How John Oliver will be approaching Donald Trump and politics on ‘Last Week Tonight’ season four

Culture

NEW YORK — The last time John Oliver was hosting a new episode of Last Week Tonight, President Donald Trump was just elected as America's 45th president. This isn't a particularly long hiatus by any means, but it's felt like a millennia since Trump was sworn in and began enacting several controversial executive orders. But Oliver, for his part, has been glad to be off-air in the interim. 

At a press event in New York on Monday, Oliver explained that he was fine not having a show because the lead-up to Inauguration Day is built on hypotheticals. 

"It feels like you needed time to process your thoughts on things because everything was just hypothetical until the start and all hell broke loose," he said. "Since then, the kind of rapid-fire avalanche of activity has been, for us, the key thing is trying to work out what we’re going to do long-term going forward, not really miss having to condense our thoughts about whatever’s been going on." 

When asked how Last Week Tonight would avoid the grind of endless Trump narratives, Oliver noted it helps that the show exists in a weekly format, so they're able to bypass the daily news cycle which tends to consume nightly late night shows. As a result, the Last Week Tonight team — which Oliver said has been working since the start of January, so don't judge them for being off the air for so long — has been focusing its effort on long-term stories. 

He added: 

I was worried when we started the show that there was no point in us doing certain things because Jon Stewart or The Colbert Report would’ve done stuff, so it pushed us into doing things in our earliest shows about the Indian election or the death penalty or net neutrality and then the unintended consequences of that was people actually watching the show.I kind of like not living in that world, because we’re on once a week so it’s all being taken care of by nightly shows. So much has happened online, so much commentary, so much comedy happened online that even being off in the evening is sometimes a problem … the fact that so many of them went live after the conventions. You can’t wait a day. A day seems too long, then.
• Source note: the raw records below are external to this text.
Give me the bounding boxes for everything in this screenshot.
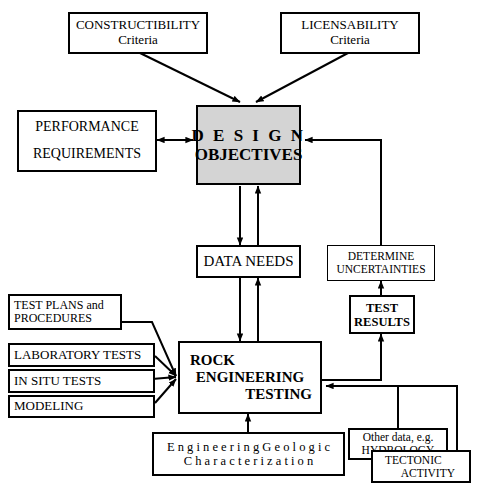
node-test-plans-procedures[interactable]: TEST PLANS and PROCEDURES [8,294,122,330]
tectonic-line1: TECTONIC [373,454,442,467]
determine-uncertainties-line2: UNCERTAINTIES [336,263,425,276]
test-plans-line2: PROCEDURES [14,312,92,325]
modeling-line1: MODELING [14,399,83,414]
geologic-line2: C h a r a c t e r i z a t i o n [184,454,313,468]
test-plans-line1: TEST PLANS and [14,299,104,312]
node-determine-uncertainties[interactable]: DETERMINE UNCERTAINTIES [327,245,435,281]
node-modeling[interactable]: MODELING [8,395,155,418]
node-rock-engineering-testing[interactable]: ROCK ENGINEERING TESTING [178,341,322,414]
design-objectives-line2: OBJECTIVES [195,145,303,164]
node-engineering-geologic-characterization[interactable]: E n g i n e e r i n g G e o l o g i c C … [152,432,345,476]
in-situ-tests-line1: IN SITU TESTS [14,374,101,389]
performance-line1: PERFORMANCE [35,114,138,141]
licensability-line1: LICENSABILITY [301,18,399,33]
edge-laboratory-to-rock [155,356,176,376]
licensability-line2: Criteria [330,33,370,48]
rock-line3: TESTING [245,386,320,403]
node-in-situ-tests[interactable]: IN SITU TESTS [8,369,155,393]
edge-uncertainties-to-design [305,140,381,245]
determine-uncertainties-line1: DETERMINE [348,250,414,263]
edge-in-situ-to-rock [152,377,176,379]
constructibility-line1: CONSTRUCTIBILITY [76,18,200,33]
flowchart-canvas: CONSTRUCTIBILITY Criteria LICENSABILITY … [0,0,483,488]
edge-modeling-to-rock [155,379,176,403]
other-data-line1: Other data, e.g. [363,431,434,444]
node-laboratory-tests[interactable]: LABORATORY TESTS [8,343,155,367]
test-results-line1: TEST [366,301,398,315]
node-tectonic-activity[interactable]: TECTONIC ACTIVITY [371,450,471,483]
node-licensability[interactable]: LICENSABILITY Criteria [280,12,420,54]
node-data-needs[interactable]: DATA NEEDS [196,245,301,278]
edge-rock-to-test-results [322,334,381,380]
rock-line2: ENGINEERING [196,369,304,386]
geologic-line1: E n g i n e e r i n g G e o l o g i c [167,440,330,454]
performance-line2: REQUIREMENTS [33,141,141,168]
node-test-results[interactable]: TEST RESULTS [349,295,415,334]
tectonic-line2: ACTIVITY [401,467,469,480]
node-performance-requirements[interactable]: PERFORMANCE REQUIREMENTS [17,110,157,172]
rock-line1: ROCK [180,352,235,369]
edge-licensability-to-design [256,53,348,102]
edge-constructibility-to-design [140,53,240,102]
node-constructibility[interactable]: CONSTRUCTIBILITY Criteria [68,12,208,54]
constructibility-line2: Criteria [118,33,158,48]
test-results-line2: RESULTS [354,315,410,329]
node-design-objectives[interactable]: D E S I G N OBJECTIVES [196,105,301,185]
laboratory-tests-line1: LABORATORY TESTS [14,348,141,363]
data-needs-line1: DATA NEEDS [203,253,293,270]
design-objectives-line1: D E S I G N [192,126,306,145]
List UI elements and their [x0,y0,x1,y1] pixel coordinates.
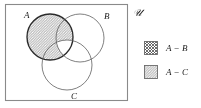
legend-item-a-minus-b: A − B [145,42,188,55]
legend-label-a-minus-b: A − B [165,43,188,53]
legend-swatch-a-minus-b [145,42,158,55]
set-label-a: A [23,10,30,20]
legend: A − B A − C [145,42,189,79]
legend-label-a-minus-c: A − C [165,67,189,77]
legend-item-a-minus-c: A − C [145,66,189,79]
set-label-c: C [71,91,78,101]
set-label-b: B [104,11,110,21]
universal-set-symbol: 𝒰 [133,7,145,18]
venn-diagram-figure: A B C 𝒰 A − B A − C [0,0,201,108]
legend-swatch-a-minus-c [145,66,158,79]
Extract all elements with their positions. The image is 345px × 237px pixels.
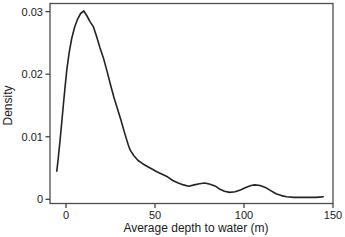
x-axis: 050100150 (63, 204, 342, 222)
density-plot: 050100150 00.010.020.03 Average depth to… (0, 0, 345, 237)
plot-background (50, 4, 333, 204)
y-tick-label: 0.02 (22, 68, 43, 80)
x-tick-label: 100 (235, 209, 253, 221)
x-tick-label: 0 (63, 209, 69, 221)
x-tick-label: 50 (149, 209, 161, 221)
y-tick-label: 0.03 (22, 6, 43, 18)
y-axis-label: Density (1, 85, 15, 125)
y-tick-label: 0 (37, 193, 43, 205)
density-plot-figure: 050100150 00.010.020.03 Average depth to… (0, 0, 345, 237)
y-axis: 00.010.020.03 (22, 6, 50, 206)
y-tick-label: 0.01 (22, 131, 43, 143)
x-tick-label: 150 (324, 209, 342, 221)
x-axis-label: Average depth to water (m) (123, 221, 268, 235)
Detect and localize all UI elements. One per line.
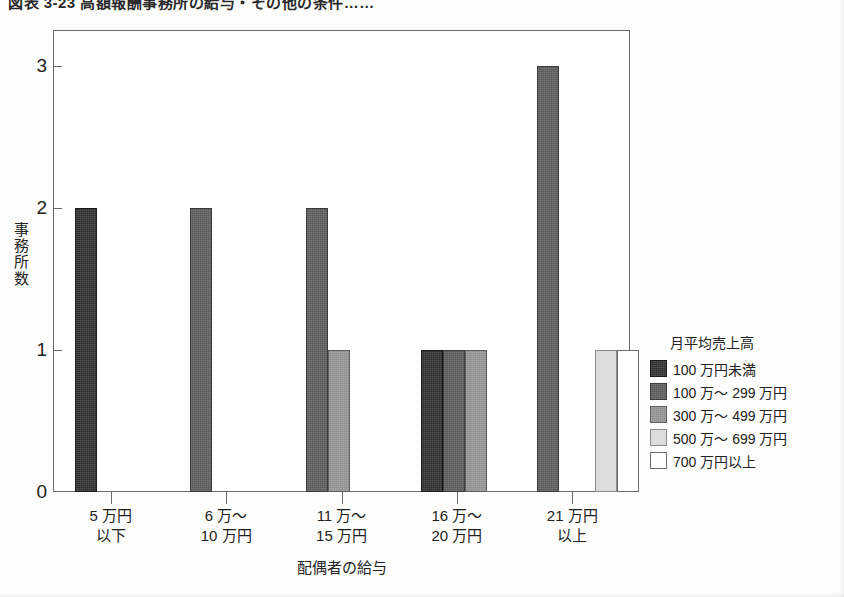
legend-swatch — [650, 406, 667, 423]
bar — [537, 66, 559, 492]
x-tick-label-line: 15 万円 — [282, 526, 402, 546]
legend-label: 700 万円以上 — [673, 451, 756, 471]
x-tick-label: 16 万～20 万円 — [397, 506, 517, 547]
legend-rows: 100 万円未満100 万～ 299 万円300 万～ 499 万円500 万～… — [650, 357, 840, 472]
legend-swatch — [650, 452, 667, 469]
legend-swatch — [650, 429, 667, 446]
legend-item[interactable]: 700 万円以上 — [650, 449, 840, 472]
x-tick-mark — [226, 492, 227, 504]
bar — [190, 208, 212, 492]
x-axis-title: 配偶者の給与 — [0, 556, 683, 577]
bar — [328, 350, 350, 492]
scan-bottom-shadow — [0, 593, 844, 597]
x-tick-label-line: 10 万円 — [166, 526, 286, 546]
y-axis-tick-labels: 0123 — [6, 30, 47, 492]
figure-title-strip: 図表 3-23 高額報酬事務所の給与・その他の条件…… — [0, 0, 844, 11]
bar — [617, 350, 639, 492]
legend-label: 100 万円未満 — [673, 359, 756, 379]
x-tick-mark — [572, 492, 573, 504]
x-tick-mark — [111, 492, 112, 504]
legend-swatch — [650, 383, 667, 400]
x-tick-label: 6 万～10 万円 — [166, 506, 286, 547]
legend: 月平均売上高 100 万円未満100 万～ 299 万円300 万～ 499 万… — [650, 332, 840, 472]
bar — [595, 350, 617, 492]
x-tick-label-line: 21 万円 — [512, 506, 632, 526]
bar — [75, 208, 97, 492]
legend-item[interactable]: 100 万円未満 — [650, 357, 840, 380]
x-tick-label-line: 以上 — [512, 526, 632, 546]
bar — [421, 350, 443, 492]
x-tick-mark — [342, 492, 343, 504]
plot-area — [53, 30, 630, 492]
y-tick-label: 0 — [13, 481, 47, 503]
legend-item[interactable]: 100 万～ 299 万円 — [650, 380, 840, 403]
legend-title: 月平均売上高 — [670, 332, 840, 352]
bar — [306, 208, 328, 492]
x-tick-label: 11 万～15 万円 — [282, 506, 402, 547]
y-tick-label: 3 — [13, 55, 47, 77]
x-tick-label-line: 以下 — [51, 526, 171, 546]
bar — [443, 350, 465, 492]
x-tick-label-line: 6 万～ — [166, 506, 286, 526]
x-tick-label-line: 16 万～ — [397, 506, 517, 526]
x-tick-label-line: 20 万円 — [397, 526, 517, 546]
legend-label: 300 万～ 499 万円 — [673, 405, 787, 425]
legend-item[interactable]: 300 万～ 499 万円 — [650, 403, 840, 426]
x-tick-mark — [457, 492, 458, 504]
y-tick-label: 1 — [13, 339, 47, 361]
chart-page: 図表 3-23 高額報酬事務所の給与・その他の条件…… 事務所数 0123 5 … — [0, 0, 844, 597]
y-tick-label: 2 — [13, 197, 47, 219]
x-tick-label-line: 11 万～ — [282, 506, 402, 526]
legend-label: 500 万～ 699 万円 — [673, 428, 787, 448]
legend-item[interactable]: 500 万～ 699 万円 — [650, 426, 840, 449]
legend-swatch — [650, 360, 667, 377]
x-tick-label: 5 万円以下 — [51, 506, 171, 547]
figure-title: 図表 3-23 高額報酬事務所の給与・その他の条件…… — [8, 0, 375, 11]
x-tick-label-line: 5 万円 — [51, 506, 171, 526]
bar — [465, 350, 487, 492]
legend-label: 100 万～ 299 万円 — [673, 382, 787, 402]
x-tick-label: 21 万円以上 — [512, 506, 632, 547]
scan-edge-shadow — [839, 0, 844, 597]
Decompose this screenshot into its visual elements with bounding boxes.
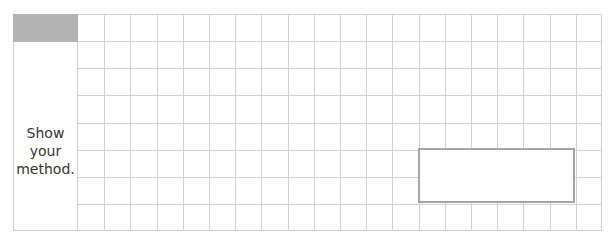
prompt-line-1: Show <box>13 124 78 142</box>
prompt-line-2: your <box>13 142 78 160</box>
prompt-column <box>13 14 78 231</box>
grid-hline <box>78 123 602 124</box>
prompt-line-3: method. <box>13 160 78 178</box>
grid-hline <box>78 68 602 69</box>
header-cell <box>13 14 78 42</box>
grid-hline <box>78 41 602 42</box>
answer-box[interactable] <box>418 148 575 203</box>
grid-hline <box>78 204 602 205</box>
method-prompt: Show your method. <box>13 124 78 178</box>
grid-hline <box>78 95 602 96</box>
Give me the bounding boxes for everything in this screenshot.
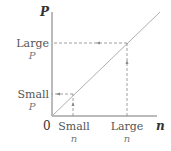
y-tick-small-line1: Small bbox=[17, 88, 49, 101]
x-tick-small-line2: n bbox=[71, 133, 77, 144]
large-up-arrow-icon bbox=[126, 60, 129, 64]
p-vs-n-diagram: P n 0 Large P Small P Small n Large n bbox=[0, 0, 171, 151]
y-tick-large-line1: Large bbox=[16, 37, 49, 50]
x-tick-large-line1: Large bbox=[111, 120, 144, 133]
small-left-arrow-icon bbox=[56, 93, 60, 96]
x-tick-large-line2: n bbox=[124, 133, 130, 144]
diagram-canvas: P n 0 Large P Small P Small n Large n bbox=[0, 0, 171, 151]
small-up-arrow-icon bbox=[72, 102, 75, 106]
x-axis-label: n bbox=[156, 119, 165, 133]
large-left-arrow-icon bbox=[96, 42, 100, 45]
y-axis-label: P bbox=[39, 5, 50, 19]
y-tick-large-line2: P bbox=[28, 50, 36, 61]
proportional-line bbox=[52, 12, 160, 116]
origin-label: 0 bbox=[43, 119, 51, 133]
y-tick-small-line2: P bbox=[28, 101, 36, 112]
x-tick-small-line1: Small bbox=[58, 120, 90, 133]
Oliver doesn't think comedy necessarily needs to change in the Trump era, but comedians will probably have to "work harder" because the Trump administration lends itself to a lot of "low-hanging fruit." 

"We were very anxious not make it all Trump, all the time," Oliver said of Last Week Tonight in 2016. "Both on the level of interest and what the human soul can sustain." He does, however, understand that late night shows are inherently more political because the election — and, now, a new president — permeates throughout people's lives.  

The election is so all-consuming, there’s not much else to talk about. It’s rounded down people’s faces so constantly and so aggressively that I think it’s going to make all those, like every nightly show, have cosmetic similarities in terms of content. They’re going to get pushed into talking about things, even if they don’t want to, because otherwise it seems like you’re not talking about the three things that people think of when they think of the day that just happened. Now whether that changes going forward — I don’t know whether people can settle back into their natural curiosity level.

Last Week Tonight returns for its fourth season Sunday at 11 p.m. Eastern on HBO.